There are a few phrases about God that people use all the time that sometimes we should slow down and think about more closely. Today I would like to draw your attention to one of them, a little phrase from an 18th-century poem that actually has always driven me a little crazy: The Lord works in mysterious ways.
Let’s be honest: You know when you last heard this phrase, or when you said it yourself: I’ll bet it was the last time you heard of something bad, but not too bad, happening to someone, or even more likely I’ll bet it was the last time you heard of someone succeeding who maybe shouldn’t have. I was in the formation program for deacons more than four years, and I heard this phrase a lot, and I particularly remember hearing it whenever one of my classmates ended up with a new pastor that he wasn’t quite expecting. The Lord works in mysterious ways, someone would say. But no one really wanted to come out and say what they were thinking, which was Enough with the “mysterious” already, that God ought to find a way to be a little less mysterious and that clued a few of us in as to what God could possibly be thinking with some of the things that happen.
Frankly, it’s one thing to believe that God has an unpredictable side and likes a good practical joke. I like the idea that God would be that way; there’s certainly plenty of evidence that it’s true. But there’s a problem with regarding what happens in the world as beyond our understanding. As soon as we start to believe that what happens in the world is “mysterious” in the sense that God is a little irrational or random, and that we shouldn’t be able to understand a lot of things that happen, then that affects our life, our faith, our willingness to take on the work that God has prepared for us to do. We see noble things fail, great efforts fall apart, good people die too soon, and we’re tempted to give up because we can’t see the pattern in a way that makes sense to us. If we can’t understand what looks like the results, if what happens in the world seems unrelated to our efforts and our hopes, what’s the point of the effort?

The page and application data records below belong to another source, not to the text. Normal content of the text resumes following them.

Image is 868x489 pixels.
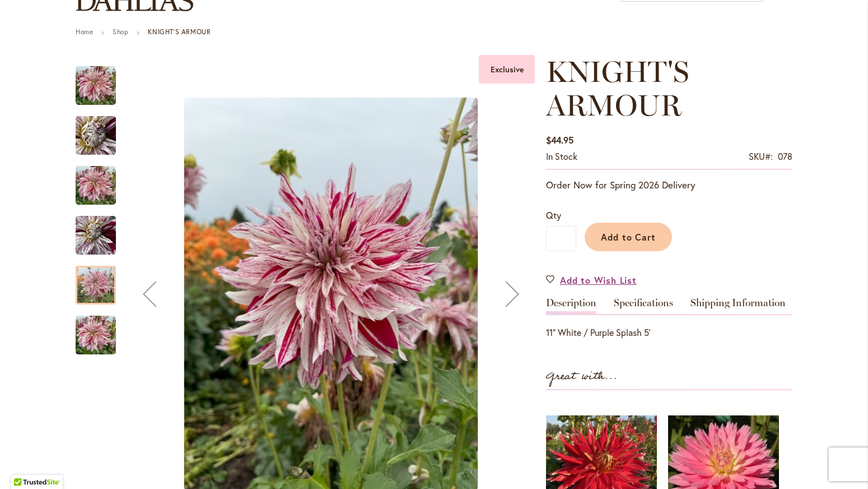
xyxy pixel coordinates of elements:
[76,28,93,36] a: Home
[76,105,127,154] div: KNIGHT'S ARMOUR
[601,231,656,243] span: Add to Cart
[546,298,792,339] div: Detailed Product Info
[691,298,786,314] a: Shipping Information
[614,298,674,314] a: Specifications
[76,65,116,106] img: KNIGHTS ARMOUR
[560,273,637,287] span: Add to Wish List
[479,55,535,83] div: Exclusive
[113,28,128,36] a: Shop
[546,298,597,314] a: Description
[546,178,792,191] p: Order Now for Spring 2026 Delivery
[546,367,618,386] strong: Great with...
[76,309,116,362] img: KNIGHT'S ARMOUR
[749,150,773,162] strong: SKU
[76,55,127,105] div: KNIGHTS ARMOUR
[9,449,40,480] iframe: Launch Accessibility Center
[148,28,211,36] strong: KNIGHT'S ARMOUR
[76,254,127,305] div: KNIGHT'S ARMOUR
[546,54,689,123] span: KNIGHT'S ARMOUR
[546,326,792,339] p: 11" White / Purple Splash 5'
[585,223,672,251] button: Add to Cart
[76,209,116,262] img: KNIGHT'S ARMOUR
[546,134,574,146] span: $44.95
[546,209,561,220] span: Qty
[55,106,136,166] img: KNIGHT'S ARMOUR
[546,273,637,287] a: Add to Wish List
[76,205,127,254] div: KNIGHT'S ARMOUR
[778,150,792,163] div: 078
[546,150,578,162] span: In stock
[76,158,116,213] img: KNIGHT'S ARMOUR
[76,154,127,205] div: KNIGHT'S ARMOUR
[76,305,116,354] div: KNIGHT'S ARMOUR
[546,150,578,163] div: Availability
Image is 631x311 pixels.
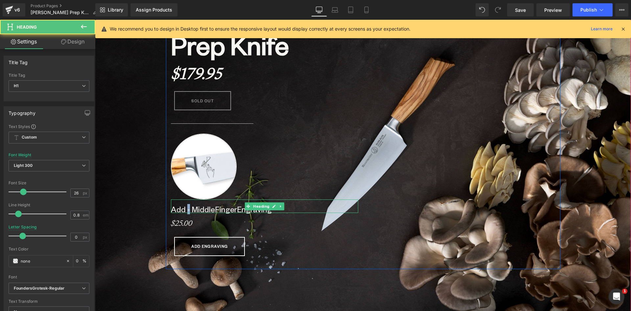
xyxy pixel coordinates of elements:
span: ADD ENGRAVING [96,224,133,229]
p: We recommend you to design in Desktop first to ensure the responsive layout would display correct... [110,25,411,33]
span: Sold Out [96,79,119,84]
input: Color [21,257,63,264]
span: 1 [622,288,628,294]
div: Text Transform [9,299,89,304]
span: Publish [581,7,597,12]
div: Text Color [9,247,89,251]
iframe: Intercom live chat [609,288,625,304]
div: Title Tag [9,73,89,78]
a: Product Pages [31,3,103,9]
div: % [73,255,89,267]
span: Library [108,7,123,13]
button: Redo [492,3,505,16]
div: Font Weight [9,153,31,157]
div: Font Size [9,181,89,185]
div: v6 [13,6,21,14]
span: px [83,235,88,239]
a: Tablet [343,3,359,16]
div: Assign Products [136,7,172,12]
i: FoundersGrotesk-Regular [14,285,64,291]
span: [PERSON_NAME] Prep Knife [31,10,90,15]
b: Light 300 [14,163,33,168]
button: Publish [573,3,613,16]
strong: $179.95 [76,43,127,64]
span: Save [515,7,526,13]
span: em [83,213,88,217]
div: Line Height [9,203,89,207]
b: Prep Knife [76,8,194,41]
a: Learn more [589,25,616,33]
button: ADD ENGRAVING [79,217,150,236]
div: Title Tag [9,56,28,65]
span: Preview [545,7,562,13]
div: Font [9,275,89,279]
button: More [616,3,629,16]
button: Undo [476,3,489,16]
a: Design [49,34,97,49]
div: Text Styles [9,124,89,129]
span: Heading [157,182,176,190]
b: Custom [22,134,37,140]
a: Mobile [359,3,375,16]
a: Expand / Collapse [182,182,189,190]
a: v6 [3,3,25,16]
a: Preview [537,3,570,16]
span: Heading [17,24,37,30]
a: Laptop [327,3,343,16]
strong: $25.00 [76,198,97,208]
button: Sold Out [79,71,136,90]
div: Typography [9,107,36,116]
div: Letter Spacing [9,225,37,229]
b: Add - Middle Finger Engraving [76,184,177,194]
a: New Library [95,3,128,16]
a: Desktop [311,3,327,16]
span: px [83,191,88,195]
b: H1 [14,83,18,88]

Today’s gospel from Mark has two parables from Jesus that are about this gap we can feel between cause and effect, between planning and results. In the one, the sower scatters the seed, and the harvest grows, and frankly, the sower has no idea how: “the earth produces of itself,” the gospel says. In the second, the smallest possible seed, the mustard seed, grows the greatest of all shrubs. Here, the story reminds us of something we do all know in our hearts is true: that sometimes the smallest of all things produces the most glorious result — in this case, the parable could have suggested to some listeners that from Jesus himself, an unlikely seed, would come the fulfillment of all the hopes of Israel, that tree we heard in the first reading from Ezekiel, up on the mountaintop of Israel, in which every wonderful bird will be found, all grown from the smallest possible seed that no one would have expected anything from.

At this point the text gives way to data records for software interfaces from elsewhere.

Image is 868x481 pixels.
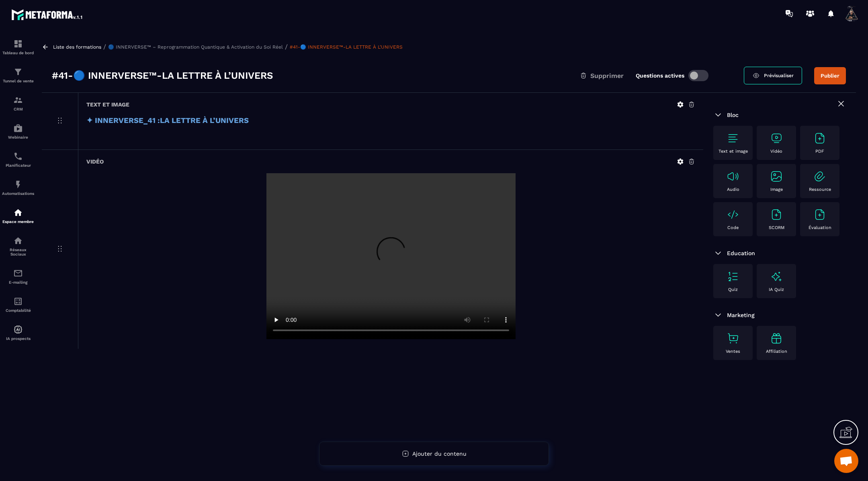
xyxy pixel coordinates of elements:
[2,89,34,117] a: formationformationCRM
[13,208,23,217] img: automations
[727,170,739,183] img: text-image no-wra
[103,43,106,51] span: /
[2,291,34,319] a: accountantaccountantComptabilité
[743,67,802,84] a: Prévisualiser
[52,69,273,82] h3: #41-🔵 INNERVERSE™-LA LETTRE À L’UNIVERS
[813,132,826,144] img: text-image no-wra
[2,135,34,140] p: Webinaire
[2,51,34,55] p: Tableau de bord
[53,44,102,50] a: Liste des formations
[727,208,739,221] img: text-image no-wra
[764,73,793,79] span: Prévisualiser
[2,33,34,61] a: formationformationTableau de bord
[766,349,787,354] p: Affiliation
[13,123,23,133] img: automations
[13,67,23,77] img: formation
[2,117,34,145] a: automationsautomationsWebinaire
[13,236,23,245] img: social-network
[2,263,34,291] a: emailemailE-mailing
[727,250,755,256] span: Education
[285,43,288,51] span: /
[713,110,723,120] img: arrow-down
[13,95,23,105] img: formation
[816,148,824,154] p: PDF
[727,270,739,283] img: text-image no-wra
[728,287,738,292] p: Quiz
[808,225,832,230] p: Évaluation
[769,287,784,292] p: IA Quiz
[713,248,723,258] img: arrow-down
[590,72,624,79] span: Supprimer
[86,116,160,125] strong: ✦ INNERVERSE_41 :
[770,187,783,192] p: Image
[728,225,739,230] p: Code
[2,248,34,256] p: Réseaux Sociaux
[770,208,783,221] img: text-image no-wra
[2,280,34,285] p: E-mailing
[2,107,34,111] p: CRM
[727,332,739,345] img: text-image no-wra
[2,308,34,313] p: Comptabilité
[770,270,783,283] img: text-image
[13,179,23,190] img: automations
[769,225,785,230] p: SCORM
[108,44,283,50] a: 🔵 INNERVERSE™ – Reprogrammation Quantique & Activation du Soi Réel
[813,208,826,221] img: text-image no-wra
[813,170,826,183] img: text-image no-wra
[2,191,34,196] p: Automatisations
[719,148,748,154] p: Text et image
[809,187,831,192] p: Ressource
[727,312,755,318] span: Marketing
[713,310,723,320] img: arrow-down
[2,174,34,202] a: automationsautomationsAutomatisations
[770,132,783,144] img: text-image no-wra
[413,451,467,457] span: Ajouter du contenu
[2,164,34,167] p: Planificateur
[727,132,739,144] img: text-image no-wra
[636,72,685,79] label: Questions actives
[2,230,34,263] a: social-networksocial-networkRéseaux Sociaux
[86,159,104,165] h6: Vidéo
[727,187,739,192] p: Audio
[834,449,858,473] a: Ouvrir le chat
[2,337,34,341] p: IA prospects
[2,220,34,224] p: Espace membre
[86,102,129,108] h6: Text et image
[814,67,846,84] button: Publier
[13,268,23,278] img: email
[2,202,34,230] a: automationsautomationsEspace membre
[13,297,23,306] img: accountant
[13,325,23,334] img: automations
[770,170,783,183] img: text-image no-wra
[2,145,34,174] a: schedulerschedulerPlanificateur
[2,61,34,89] a: formationformationTunnel de vente
[13,152,23,161] img: scheduler
[290,44,402,50] a: #41-🔵 INNERVERSE™-LA LETTRE À L’UNIVERS
[770,148,782,154] p: Vidéo
[13,39,23,48] img: formation
[770,332,783,345] img: text-image
[2,79,34,83] p: Tunnel de vente
[727,112,739,118] span: Bloc
[11,7,83,21] img: logo
[726,349,740,354] p: Ventes
[160,116,249,125] strong: LA LETTRE À L’UNIVERS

So Mark says that in many cases, what happens in this world seems to have little relation to our expectations. But the fact is, we don’t like the fact that things seem to work that way. In fact, that’s so difficult to live with, that we can check out of life, or at least the parts of it where results are hard to see. We have all had the experience of taking risks or reaching out to people, and have seen failure, or a result that seemed like failure. So as a result, we change the way we live our lives, and work on the things we seem to be able to control, where there is a cause and effect that seems reasonable: maybe the world of work and money and planning for our futures often seems like it has clearer rules.
But here is the key: In Paul’s letter to the Corinthians today, we hear that we are looking at it upside down. It’s hard to live with that confidence that Paul always seems to have: We are always confident, he says, not because he can see the tree and we can’t, but because, as he also says, we walk by faith and not by sight. We are looking for the grown-up tree we can see when what should excite us is the seed that doesn’t look like much but which, if we look closely, we can see everything in. The fact that we can’t see the relation between what happens and any cause that we can understand ought to excite us, because it means that anything can happen, that what we see around us, the evidence we examine to see signs of God’s presence, is the wrong evidence.
The kingdom of God, the parable actually says, if you read it again, is not the grown-up tree with all the glorious birds, but the seed, the possibility that looks like nothing, but has all of God’s gifts contained inside it. We do have no idea how it grows, why some seeds grow and some don’t, but we plant anyway, without regard to the results. Because the results are certain, even if the evidence is not.
If we lived our lives as if that were true, we would maybe try again when we were being cynical about how possible it was to actually help someone, or when some decision we need to make about our lives seems too risky or uncertain. It might also help us understand when we’re a little unsatisfied with the results of all our labors, whatever they are; perhaps our planting has been too focused on something with immediate results rather than this kingdom of God, which seems to grow only if you give up all your preconceived notions about how it grows and where.
So there may still be times when we’re tempted to say that the Lord works in mysterious ways. But actually in the important things, God is consistent: it is we who need to be a little more mysterious in how we approach life, less concerned with seeing the result of our labors than with the happiness and hope of beginning them. We want the mustard tree, and all God is saying is, so plant the seed already, keep planting, without waiting for the reward. It’s difficult, and beautiful, but not so mysterious.